Actually, that's not a small problem at all. According to Net Applications' Market Share report, in August 2009, 71.7% of all desktops were running XP, compared to a mere 18.8% running Vista. That means the great majority of Windows users will have to try to migrate from XP to 7.
I use the word "migrate" deliberately instead of "update" or "upgrade" because this will be a migration. If you are among the small minority using Vista, you can upgrade to 7 without any fuss or muss, so long as the move is between equivalent versions like Vista Home Premium and Windows 7 Home Premium -- or if you're jumping up, for example, to Windows 7 Ultimate.
I only wish that were the case for XP. The only way you can get from XP to Windows 7 is to do a clean install. Period. End of statement.
What's involved with a clean install, you ask? It means you erase every last program and file on your hard disk during the "upgrade." Ow.
You can save some of it. Microsoft's Windows Easy Transfer, which comes in Windows 7, will let you save your files and settings. Of course, some of those settings may not work anymore with Windows 7, but that's a relatively minor pain.
The major headache is that you can't transfer your old programs and device drivers from XP to Windows 7. So, do you know where your install disk is for Quicken 2008? How about Office 2003? Or, for that matter, do you really want to download iTunes and Firefox, plus a half-dozen must-have Firefox extensions, all over again?
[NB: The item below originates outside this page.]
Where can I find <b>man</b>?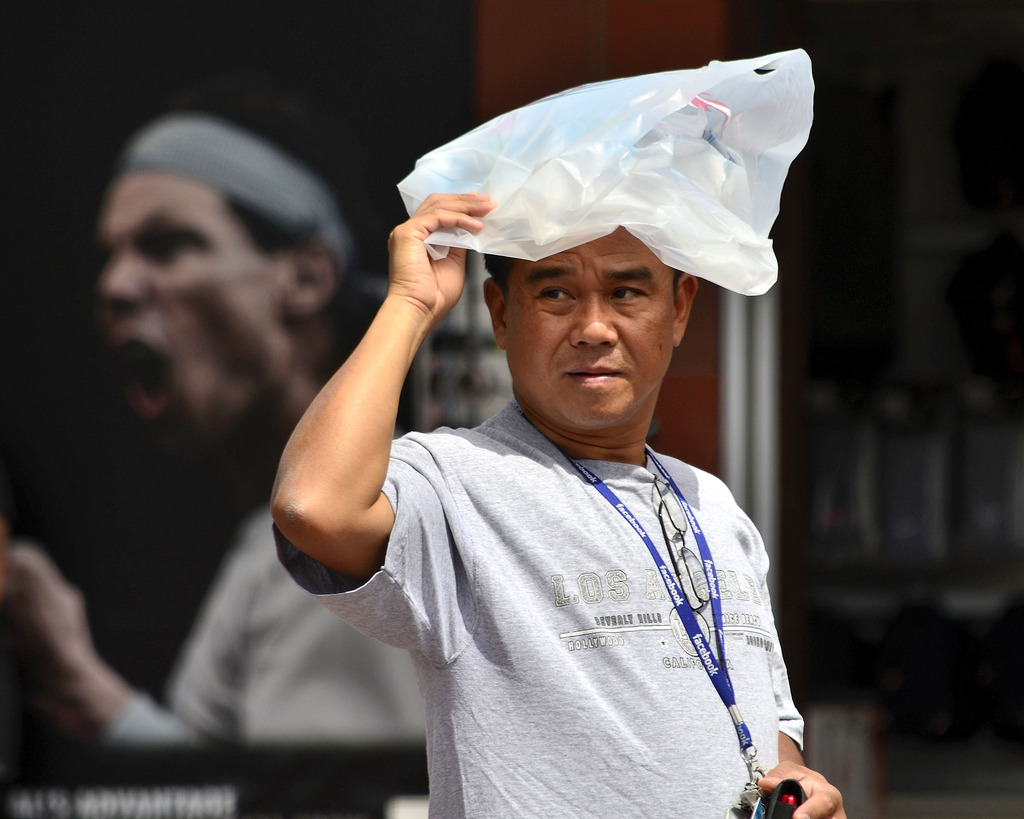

Well, you'd better know what you have on your current XP system, and you'd better be ready to reinstall them all and reset them to just the way you like them, because that's exactly what you're going to need to do.
For an individual, that's annoying. It took me two or three hours, but I'm always installing and updating operating systems. Microsoft estimates that heavy users, people with 125GB of data and 40 applications, would need between 2 hours and 40 minutes and 5 hours and 43 minutes to upgrade their systems. A super user could take close to 20 hours. But wait, those Microsoft numbers are for Vista to Windows 7! XP to Windows 7 can take much longer. At best, I suspect we're looking at a full day for heavy users to make the migration. Now, imagine multiplying that by a business' dozens to tens of thousands of PCs. That's not just a headache; it's the kind of major suffering that companies try to avoid whenever humanly possible.